Stephanie Kwolek nearly became a fashion designer but chose chemistry because she was "too much of a... [+]
MICHAEL BRANSOM, AMERICAN CHEMICAL SOCIETY
Stephanie Kwolek, the chemist who invented Kevlar, was born on this day in 1923.
Kwolek, whose invention has saved thousands of lives, was the daughter of two Polish immigrants. From her father, an amateur naturalist, she learned her love of science on their long walks through the woods together, identifying plants and wildlife. He died when Kwolek was just ten years old. From her mother, a seamstress, Kwolek learned her love of textiles and fiber arts. At a young age, Kwolek considered a career in fashion, but her mother warned that she was
too much of a perfectionist to be a designer. Instead, Kwolek chose chemistry, a field for perfectionists if there ever was one.

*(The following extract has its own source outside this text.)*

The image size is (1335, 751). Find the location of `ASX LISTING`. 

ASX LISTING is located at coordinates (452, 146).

It seems perfectly logical that she that would end up as a textile chemist, but that wasn't Kwolek's original plan. After receiving her bachelor's degree in chemistry in 1946, Kwopek was looking for a temporary job to help her raise the money for medical school. But in the lab, Kwopek became fascinated by polymer chemistry and decided to stay.

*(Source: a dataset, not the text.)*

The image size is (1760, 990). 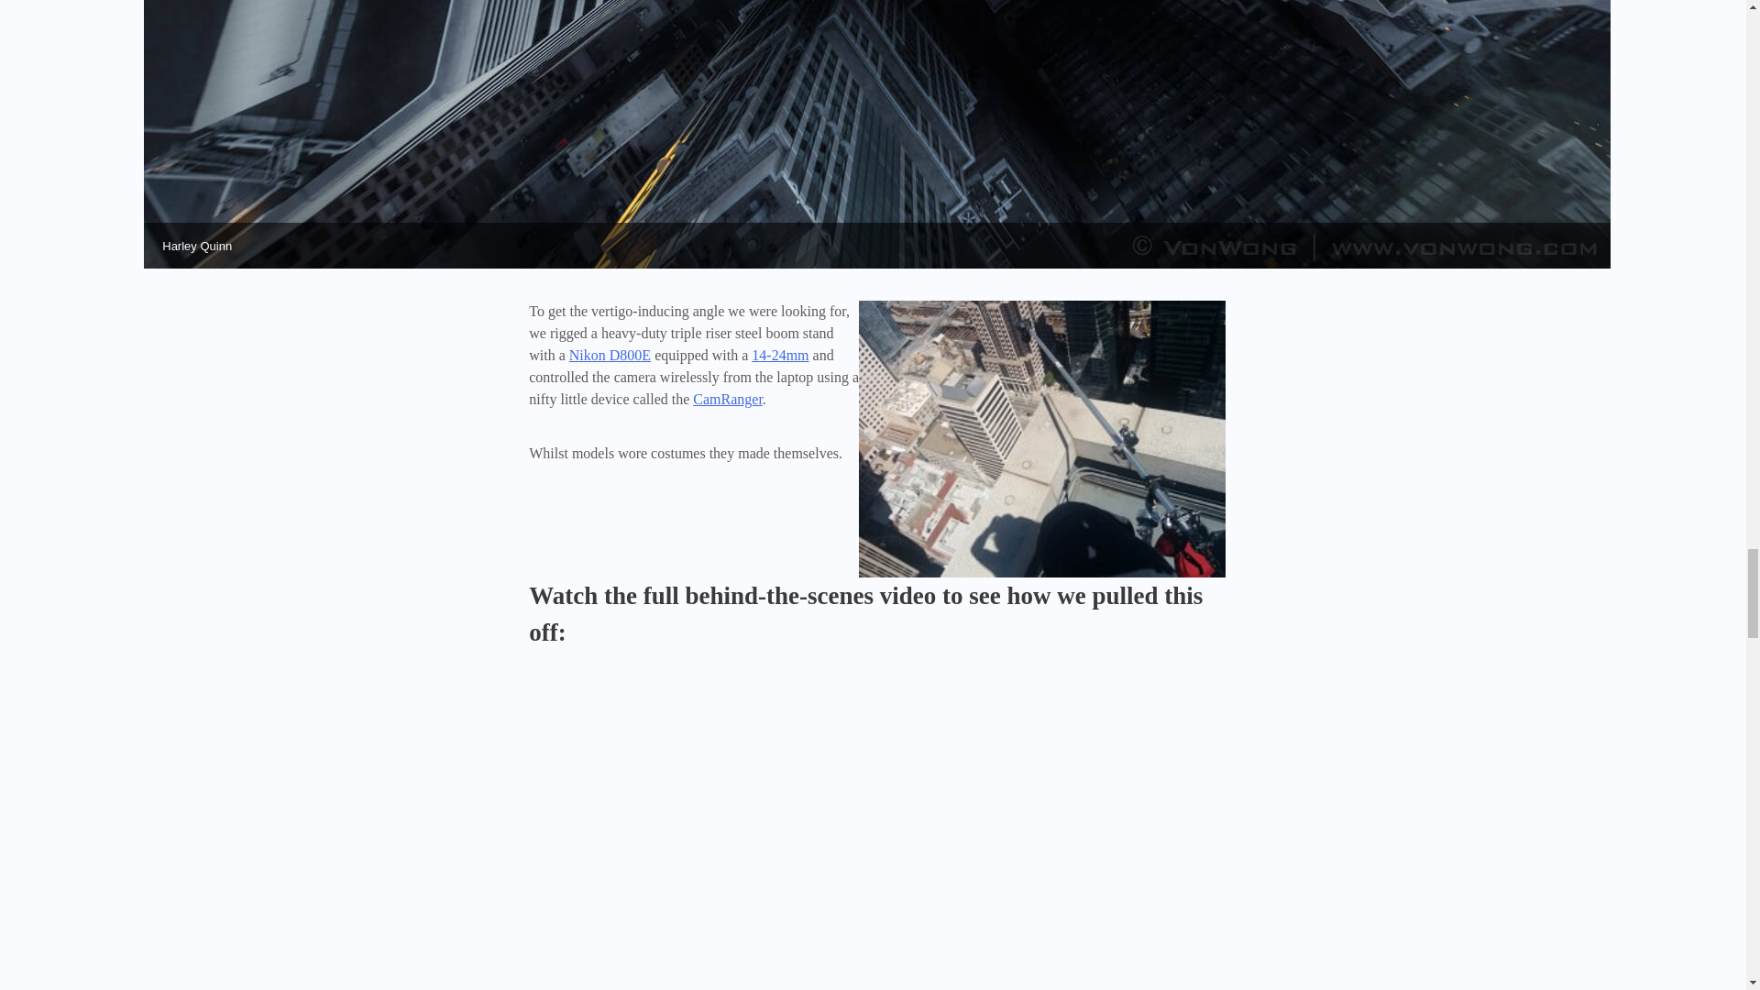 I want to click on Superheroes on Skyscrapers - Benjamin Von Wong, so click(x=876, y=837).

Nine years later, in 1965, Kwolek was trying to develop light, strong, rigid fibers to replace the steel wires used in car tires at the time. DuPont could see a gasoline shortage looming (it finally hit with a vengeance in 1973) and engineers thought a lighter, stronger material in tires could help improve cars' gas mileage. Kwolek's work day at the lab consisted mostly of dissolving long chains of molecules called polyamides -- the same type of synthetic polymer used to make materials like nylon -- and then running the solution through a machine that would spin it into fiber. At the time, the molecules DuPont was working with had to be melted at nearly 400 degrees Fahrenheit to be spun, and the heating made the fiber too weak and floppy for the job DuPont's engineers had in mind. Kwolek's job was to find a version that could be spun at lower temperatures.
PROMOTED
Even Kwolek was surprised when a batch of dissolved polyamides produced a milky, runny liquid solution instead of the clear, syrup-thick solution she expected. But instead of throwing it out as a bad batch or rejecting that molecule as a nonstarter, the chemist whose mother had once told her she was too much a perfectionist decided to give the weird, cloudy solution a try. The result was the strongest, stiffest fiber anyone had seen so far. Today, most of us know it as Kevlar.
Kevlar works because, under the right conditions, the molecules arrange themselves end-to-end, parallel to the length of the fiber, and form strong hydrogen bonds between the molecule chains. The resulting material is five times stronger than an equal weight of steel but lighter than fiberglass, and it could withstand high temperatures. Kwolek had developed exactly the material her bosses at DuPont were looking for, but it turned out that she'd done even more than that. Bulletproof vests and body armor made from Kevlar and related materials have saved the lives of thousands of armed service members, law enforcement officers, and others over the last few decades. The material is also used in the boots that firefighters wear with their bunker gear, in spacecraft components, in the gloves that protect cooks' fingers from kitchen knives, and in skis, tennis rackets, and ropes.
After her discovery, Kwolek spent the next 20 years at DuPont, which put her
in charge of polymer research at its Pioneering Lab. She retired in 1986 but continued to consult for her old employer, while also serving on committees for the National Academy of Sciences and the National Research Council. Kwolek died at the age of 90 on June 8, 2014.